DORI MONSON

Transportation analyst says congestion pricing devastates the poor

May 31, 2019, 2:54 PM

Viadoom, transportation...

(Michael Simeona)

(Michael Simeona)

According to Mariya Frost, director of the Washington Policy Center’s Coles Center for Transportation, the City of Seattle’s congestion pricing plan will bring financial heartache for one group specifically — low-income residents.

As outlined in a preliminary report, the city is looking at implementing a congestion pricing program — charging drivers every time they drive into downtown Seattle — to reduce carbon emissions and encourage public transit use, biking, and walking.

Other cities around the world, such as London, Stockholm, and Milan, have congestion pricing systems, but unlike Seattle, these are cities with more than one metro line running through them. The other North American cities currently considering a congestion pricing plan — New York City, San Francisco, and Vancouver — also have fully developed subway and light rail systems with multiple lines.

Besides the Seattle Department of Transportation, the Puget Sound Regional Council and Sound Transit have also looked into or expressed their support for charging drivers based on how much they drive. Last year, the state conducted a road usage charge pilot program to test how well a system of charging drivers per mile traveled would work.

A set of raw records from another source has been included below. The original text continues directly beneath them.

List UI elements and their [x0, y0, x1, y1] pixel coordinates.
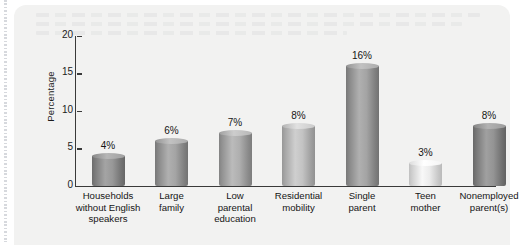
- bar-top-cap: [282, 123, 315, 129]
- category-label-line: speakers: [54, 213, 162, 225]
- bar-value-label: 8%: [269, 110, 329, 121]
- bar[interactable]: [219, 129, 252, 185]
- bar-value-label: 3%: [396, 147, 456, 158]
- category-label-line: education: [181, 213, 289, 225]
- y-axis-tick: 5: [40, 148, 82, 149]
- bar[interactable]: [409, 159, 442, 185]
- y-axis-tick-label: 10: [39, 104, 73, 115]
- bar[interactable]: [473, 122, 506, 186]
- y-axis-tick: 10: [40, 111, 82, 112]
- bar-body: [92, 156, 125, 186]
- bar[interactable]: [346, 62, 379, 186]
- y-axis-tick-label: 15: [39, 66, 73, 77]
- y-axis-title: Percentage: [45, 42, 56, 152]
- y-axis-tick-mark: [77, 36, 82, 37]
- x-axis-line: [75, 186, 496, 187]
- bar-body: [219, 133, 252, 185]
- bar[interactable]: [155, 137, 188, 186]
- bar-top-cap: [346, 63, 379, 69]
- bar-body: [473, 126, 506, 186]
- bar-value-label: 7%: [205, 117, 265, 128]
- bar-body: [346, 66, 379, 186]
- bar-top-cap: [92, 153, 125, 159]
- bar-value-label: 4%: [78, 140, 138, 151]
- y-axis-tick-label: 20: [39, 29, 73, 40]
- bar[interactable]: [92, 152, 125, 186]
- category-label: Nonemployedparent(s): [435, 190, 522, 213]
- scan-edge-artifact: [4, 0, 7, 242]
- y-axis-tick: 20: [40, 36, 82, 37]
- bar-value-label: 6%: [142, 125, 202, 136]
- y-axis-tick-mark: [77, 186, 82, 187]
- bar[interactable]: [282, 122, 315, 186]
- y-axis-tick-mark: [77, 111, 82, 112]
- bar-value-label: 16%: [332, 50, 392, 61]
- y-axis-tick-mark: [77, 73, 82, 74]
- chart-panel: Percentage 05101520 4%6%7%8%16%3%8% Hous…: [14, 5, 510, 245]
- y-axis-tick: 15: [40, 73, 82, 74]
- bar-top-cap: [473, 123, 506, 129]
- bar-body: [282, 126, 315, 186]
- bar-body: [155, 141, 188, 186]
- bar-value-label: 8%: [459, 110, 519, 121]
- y-axis-tick-label: 5: [39, 141, 73, 152]
- bar-chart-plot: Percentage 05101520 4%6%7%8%16%3%8% Hous…: [14, 5, 510, 245]
- y-axis-tick-label: 0: [39, 179, 73, 190]
- category-label-line: parent(s): [435, 202, 522, 214]
- bar-body: [409, 163, 442, 185]
- category-label-line: Nonemployed: [435, 190, 522, 202]
- y-axis-tick: 0: [40, 186, 82, 187]
- bar-top-cap: [155, 138, 188, 144]
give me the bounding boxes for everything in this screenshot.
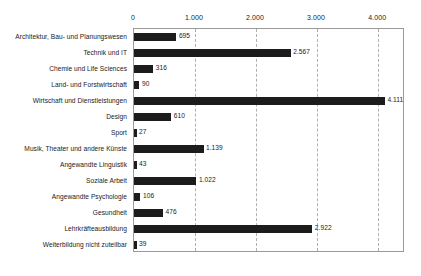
bar-row: 2.922	[134, 221, 403, 237]
bar-row: 695	[134, 29, 403, 45]
bar-row: 1.139	[134, 141, 403, 157]
y-axis-category-label: Angewandte Linguistik	[60, 161, 127, 168]
y-axis-category-label: Weiterbildung nicht zuteilbar	[43, 241, 127, 248]
bar-value-label: 39	[139, 238, 146, 250]
bar	[134, 49, 291, 57]
plot-area: 6952.567316904.111610271.139431.02210647…	[133, 28, 404, 252]
x-tick-label: 4.000	[368, 14, 386, 21]
bar-row: 90	[134, 77, 403, 93]
bar-row: 27	[134, 125, 403, 141]
bar-row: 2.567	[134, 45, 403, 61]
y-axis-category-label: Architektur, Bau- und Planungswesen	[15, 33, 127, 40]
bar-value-label: 1.022	[199, 174, 216, 186]
bar-value-label: 43	[139, 158, 146, 170]
bar-row: 4.111	[134, 93, 403, 109]
x-tick-label: 0	[131, 14, 135, 21]
y-axis-category-label: Design	[106, 113, 127, 120]
bar	[134, 113, 171, 121]
bar	[134, 193, 140, 201]
bars-layer: 6952.567316904.111610271.139431.02210647…	[134, 29, 403, 251]
bar-row: 476	[134, 205, 403, 221]
bar-value-label: 1.139	[206, 142, 223, 154]
bar	[134, 177, 196, 185]
bar-row: 106	[134, 189, 403, 205]
y-axis-category-label: Technik und IT	[83, 49, 127, 56]
bar-value-label: 316	[156, 62, 167, 74]
bar	[134, 65, 153, 73]
bar-value-label: 695	[179, 30, 190, 42]
bar-value-label: 476	[166, 206, 177, 218]
y-axis-category-label: Musik, Theater und andere Künste	[24, 145, 127, 152]
bar-row: 43	[134, 157, 403, 173]
bar-value-label: 106	[143, 190, 154, 202]
y-axis-category-labels: Architektur, Bau- und PlanungswesenTechn…	[0, 28, 131, 252]
y-axis-category-label: Sport	[111, 129, 127, 136]
y-axis-category-label: Land- und Forstwirtschaft	[51, 81, 127, 88]
y-axis-category-label: Soziale Arbeit	[86, 177, 127, 184]
x-tick-label: 1.000	[185, 14, 203, 21]
bar-row: 316	[134, 61, 403, 77]
bar	[134, 241, 137, 249]
bar	[134, 161, 137, 169]
bar	[134, 129, 137, 137]
y-axis-category-label: Chemie und Life Sciences	[49, 65, 127, 72]
bar	[134, 209, 163, 217]
y-axis-category-label: Gesundheit	[93, 209, 127, 216]
bar-value-label: 4.111	[387, 94, 403, 106]
bar	[134, 97, 385, 105]
y-axis-category-label: Lehrkräfteausbildung	[64, 225, 127, 232]
bar-row: 39	[134, 237, 403, 253]
bar-value-label: 610	[174, 110, 185, 122]
x-tick-label: 3.000	[307, 14, 325, 21]
bar-row: 1.022	[134, 173, 403, 189]
y-axis-category-label: Angewandte Psychologie	[52, 193, 127, 200]
bar-value-label: 27	[139, 126, 146, 138]
bar-row: 610	[134, 109, 403, 125]
bar	[134, 33, 176, 41]
y-axis-category-label: Wirtschaft und Dienstleistungen	[33, 97, 127, 104]
bar-value-label: 2.567	[293, 46, 310, 58]
bar	[134, 81, 139, 89]
bar-value-label: 2.922	[315, 222, 332, 234]
bar	[134, 145, 204, 153]
bar	[134, 225, 312, 233]
x-axis-tick-labels: 01.0002.0003.0004.000	[0, 14, 421, 26]
x-tick-label: 2.000	[246, 14, 264, 21]
bar-value-label: 90	[142, 78, 149, 90]
bar-chart: 01.0002.0003.0004.000 Architektur, Bau- …	[0, 0, 421, 276]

Could pay-per-mile road usage charge lead to state automating speeding tickets? 

Supporters of congestion pricing and road usage charges hail these as a quasi-socialist policies that take money from wealthier classes and transfer it to areas that benefit the poor, such as public transportation projects.

But for Frost, who was born in what was then the U.S.S.R., that argument sets off alarm bells.

“My family and I immigrated here from Russia to get away from this system, and I cannot even believe that  we are having this conversation in America, trying to explain to people why socialism is not a moral good, why taking hard-earned wealth from one group of people and redistributing it to another group is theft,” she said to KIRO Radio’s Dori Monson.

She looks at not just the transfer of wealth through taxation as a socialist policy, but also at the transfer of transportation methods, such as taking travel lanes from drivers and giving them to cyclists.

Congestion pricing is devastating for those who cannot afford to live in central Seattle and must commute to work from 30 miles away every day, Frost said.

“By talking so favorably about what are effectively socialist policies, and leveraging road usage charge money in this way, it tells me that public officials are completely out of touch with how most of the region lives and travels, and what they value, which is personal freedom,” she said.

With Seattle’s affordable housing shortage at an all-time high, Frost said that she and her family find it challenging to afford to live near Tacoma, let alone Seattle. It’s hypocritical, she said, to kick the people forced out of Seattle when they’re already down.

“Sound Transit and the Puget Sound Regional Council and all these other folks claim to care about the poor, when in fact their policies and their projects have a [disproportionate] impact on the poor,” she said. “They’re displacing the poor and making it impossible for the rest of us to be able to afford anywhere near our places of work.”

In its report, SDOT acknowledged the detrimental effect that congestion pricing could have on people with lower incomes. The city promised to use community engagement to hear those residents’ voices and create a fair pricing system.

Other cities’ experiences have demonstrated that there can be unintended consequences to congestion pricing. Without a clear focus on social and racial equity, pricing can burden low income people with new costs, just when skyrocketing housing costs are forcing many to move to the suburbs where driving may be the only option for most trips.

Ideas mentioned in the report included providing low-income residents with free or discounted transponders, as well as toll discounts or credits.

However, congestion pricing is not the only way in which transportation departments hurt the poor and working classes, Frost said — she pointed to WSDOT’s toll lanes on I-405 as another punishment for commuters.

In order to remain past their initial trial period, the I-405 toll lanes were originally supposed to fulfill the goals of paying for themselves and operating at a minimum speed of 45 miles per hour 90 percent of the time. As Frost explained earlier this year, the toll lanes have met the payment requirement, but only hit 45 miles per hour 81 percent of the time.

However, a bill passed this session in the Legislature amended the language so that the toll lanes only needed to meet one of the requirements.

The tolls are “another punitive tax on drivers that we are going to have to pay with no real accountability, no improvement to our commute, because the promise for an improved commute was completely gutted,” she said.